[[ MATERIAL SHOWN open ]]
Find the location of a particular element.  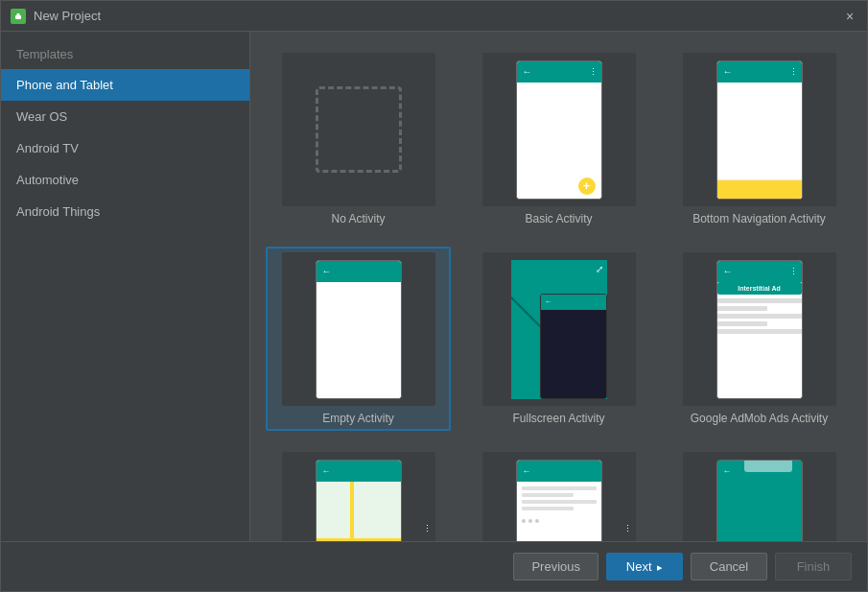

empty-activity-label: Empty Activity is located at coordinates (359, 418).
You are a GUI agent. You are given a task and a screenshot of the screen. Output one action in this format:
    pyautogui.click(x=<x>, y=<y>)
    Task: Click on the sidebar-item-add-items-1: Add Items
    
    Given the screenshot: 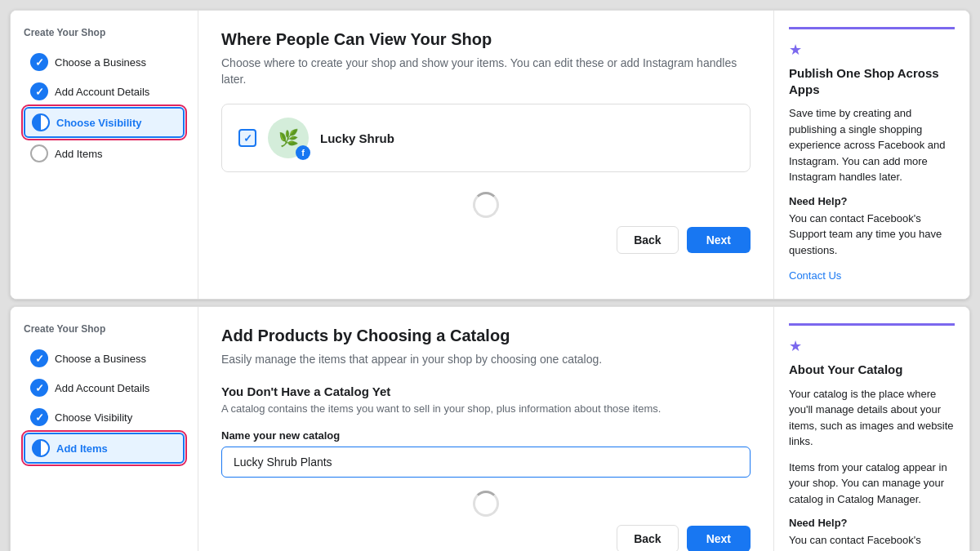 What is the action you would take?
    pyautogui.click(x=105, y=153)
[[ MATERIAL SHOWN closed ]]
[[ MATERIAL SHOWN open ]]
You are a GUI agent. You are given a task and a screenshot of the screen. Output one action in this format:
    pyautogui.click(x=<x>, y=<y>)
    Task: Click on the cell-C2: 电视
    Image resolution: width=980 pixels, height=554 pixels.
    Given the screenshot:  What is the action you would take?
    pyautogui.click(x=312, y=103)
[[ MATERIAL SHOWN closed ]]
*AIM OF THE TASK*
The stretch to restate runs from the line above containing "Find the location of a particular element." through the line containing "Task: Click on the sidebar-item-add-items-1: Add". Copy it word for word, ends included, without pictures.

*WRITTEN REPLY*
Find the location of a particular element.  

empty-activity-label: Empty Activity is located at coordinates (359, 418).
You are a GUI agent. You are given a task and a screenshot of the screen. Output one action in this format:
    pyautogui.click(x=<x>, y=<y>)
    Task: Click on the sidebar-item-add-items-1: Add Items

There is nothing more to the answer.